There was only one German who knew how to deal with the invasion of East Prussia, and he was soon busily occupied. General Hindenburg had a very intimate knowledge of that particular region, founded upon great experience, and had studied in detail the strategic and tactical bearings of this highly restricted field of operations.

He had bought large properties in the district, and knew every inch of the ground. He had secretly deepened fords that were marked on the maps and made new ones that were not marked; he had tested the bearing powers of the quagmires and guns and wagons, and he knew just where men and horses might venture and where they would be swallowed up. Some time before the war, when it was suggested that a big land company should be formed to drain the bogs and lakes and turn them into arable farm land, Hindenburg advised the Supreme War Lord not to let the project be carried out.

"Those lakes," he said, "are more valuable to us than two army corps. No guns will be needed if the enemy advances. You will see when the day comes."

II—HINDENBURG SAT SMILING IN HIS HOUSE

And now Hindenburg's army was on one side of these marshes and the Russians were advancing on the other, and Hindenburg sat smiling in his house, like a spider in its web, stroking his moustache self-complacently. The Huns did not trouble much about the advancing troops, for Hindenburg merely said, "Let them come," and smiled again.

The events that followed were some of the most tragic of the war. Hindenburg watched the results of his calculations surrounded by the Hochgeboren—the princes and generals of the army of the Huns. Can it be wondered that the Duke of Brunswick, who witnessed the tragedy, has since been reported as hopelessly insane? At the age of nine-and twenty he was in command of the German troops at the Russian frontier, and saw the terrible fate of the men who were swallowed up bodily in the treacherous marshes. The cries of the victims and his own helplessness haunted him to such an extent that it is said he lost his reason and, from extreme violence, drifted into a deep stupor of melancholy.

Mooska Zarden was among those who witnessed the terrors of that awful day. Finding the ground soft and muddy, the Russian engineers were sent forward with long planks to make a roadway for the troops to pass over the marshes, little thinking that, owing to the treacherous nature of the ground, the black slime and ooze would soon suck down into the bottomless mire the flower of Russian manhood, and that even the roadway itself would be swallowed up.

The summer sun had dried the surface crust, and reeds and sedge and aquatic plants grew and flourished exceedingly. The Russian army spread out and entered this treacherous zone at different points, according to the disposition of the troops and the branches of the service to which they belonged. Mooska Zarden was riding on the flank of his troop. The sun beat down fiercely, and it grew hazy in the distance as the heat drew up the moisture from the marshes.

Very soon the young Cossack's horse showed signs of uneasiness and alarm. It is wonderful how the human voice can restore confidence and courage in an animal and allay apprehension; but self-preservation is the strongest primitive instinct, and nothing the Cossack could do would soothe the terror of his mount. The horses in front of them were already snorting and whinnying their fears to each other as the trembling brutes felt the marshy land quaking under them.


** Task objective **
After finding the line containing "Find the location" below, please output that line and each following one through the line containing "Task: Click on the a: 03. Toyota For Life", exactly as written.

** Source material **
* * * *
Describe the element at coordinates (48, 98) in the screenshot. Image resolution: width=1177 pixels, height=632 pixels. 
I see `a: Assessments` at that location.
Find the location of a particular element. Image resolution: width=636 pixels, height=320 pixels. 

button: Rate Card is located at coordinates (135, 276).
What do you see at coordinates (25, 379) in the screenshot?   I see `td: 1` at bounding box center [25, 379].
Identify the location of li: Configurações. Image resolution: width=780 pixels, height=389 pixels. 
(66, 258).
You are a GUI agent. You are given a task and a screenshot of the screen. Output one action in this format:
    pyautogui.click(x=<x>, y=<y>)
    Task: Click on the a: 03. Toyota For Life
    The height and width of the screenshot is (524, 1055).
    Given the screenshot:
* * * *
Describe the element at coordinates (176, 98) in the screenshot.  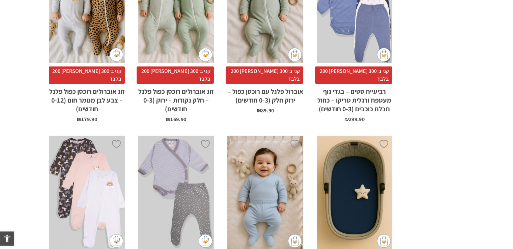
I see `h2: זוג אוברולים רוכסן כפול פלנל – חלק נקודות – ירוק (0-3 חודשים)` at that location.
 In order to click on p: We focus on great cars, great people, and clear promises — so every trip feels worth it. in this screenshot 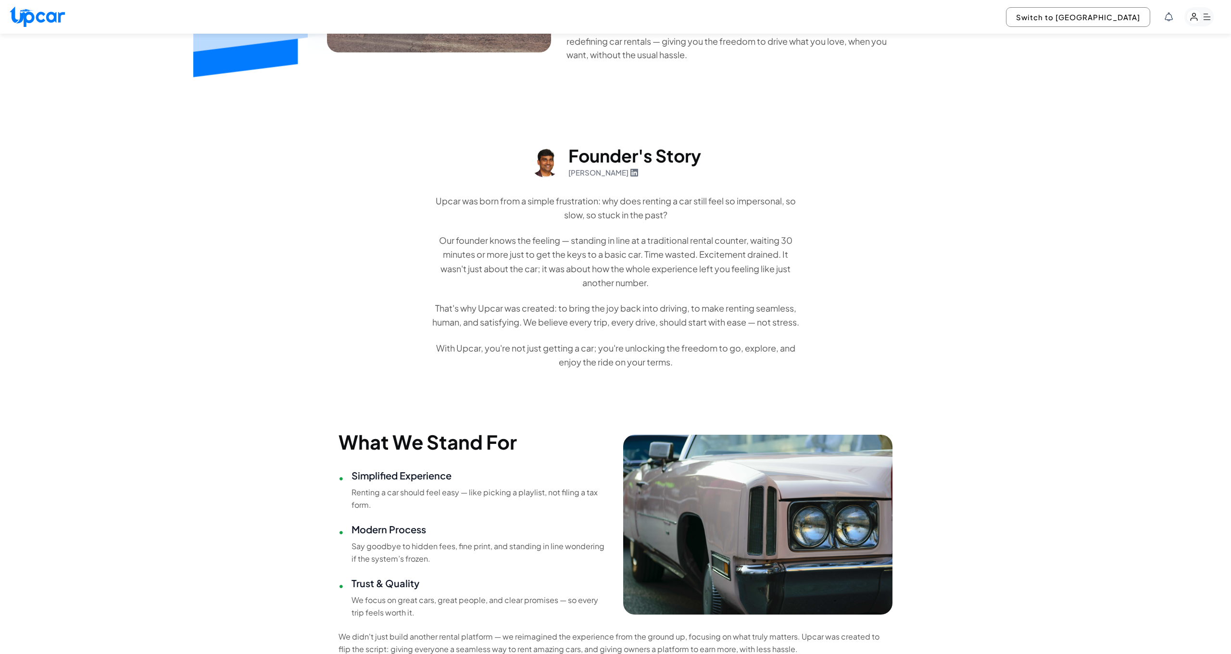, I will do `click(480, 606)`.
* * * *
** Finished exercise **
Find the location of a particular element. Image resolution: width=636 pixels, height=320 pixels. 

button: Rate Card is located at coordinates (135, 276).
What do you see at coordinates (25, 379) in the screenshot?   I see `td: 1` at bounding box center [25, 379].
Identify the location of li: Configurações. Image resolution: width=780 pixels, height=389 pixels. 
(66, 258).
You are a GUI agent. You are given a task and a screenshot of the screen. Output one action in this format:
    pyautogui.click(x=<x>, y=<y>)
    Task: Click on the a: 03. Toyota For Life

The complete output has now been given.